In several later expeditions, we headed farther and farther up the tunnel, only to return to the entrance. Kristin Hofer and Pat Kelley helped to push on up the tunnel. At last, after a three-hour journey, on our last expedition, we reached the far end of the tunnel. At an unknown strip of green in North Minneapolis we ate cookies to celebrate getting past the monster carp, several log jams, the crickets and spiders, sandbars and odd side passages.
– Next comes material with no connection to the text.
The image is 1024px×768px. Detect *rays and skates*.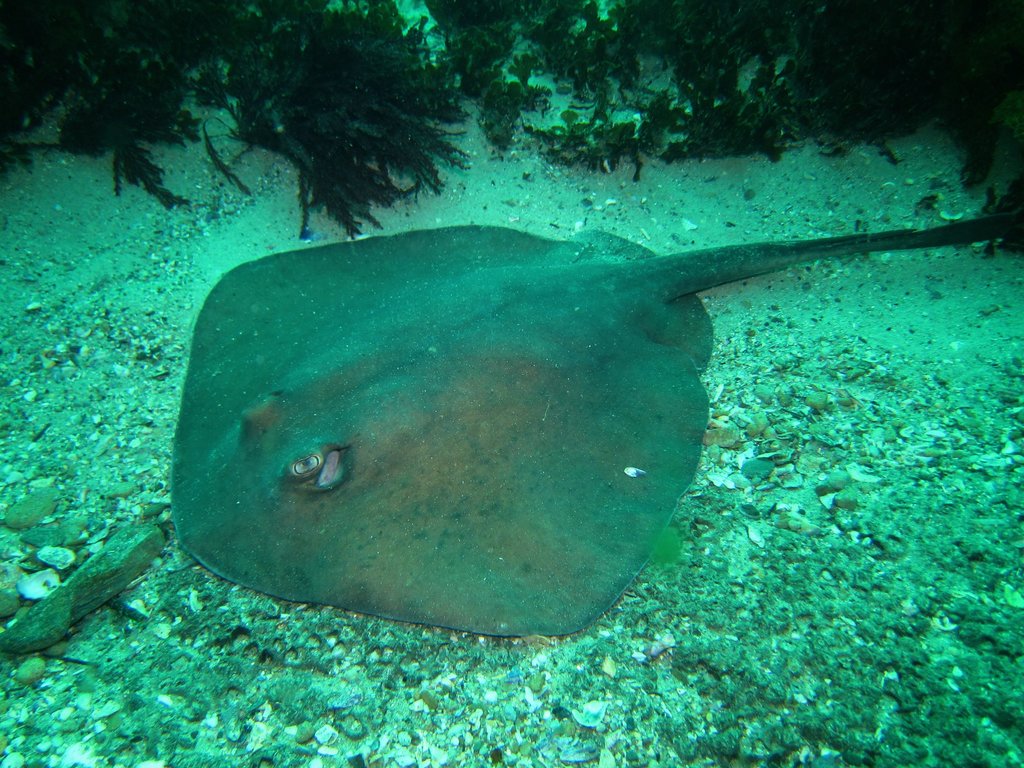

The tunnel was started in the 1910s and completed in the late 1920s. Originally judged on of the most beautiful creeks in the area, Bassett Creek by the 1890s and industrialization of it’s banks was one of the most polluted. In an effort to contain the awful sights and smells of the blighted stream, sections were covered over one by one until the burial was complete. Now forgotten in its seventy-year old tomb, the creek makes little news, unknown by even the people who live and work above it. In the early seventies a small campaign to unearth the creek and turn it into a parkway brought little interest because of its price tag, and sot it is still forgotten.

As sections of the tunnel are quite old, the Army Corps of Engineers has doubts that they will hold up in a heavy flood, so a bypass through downtown is now under construction. It appears that this will be the fate of Basset Creek, to be shut up in a smelly hole forever. Perhaps when the new tunnel is complete and the old one blocked up it will be a boring one too.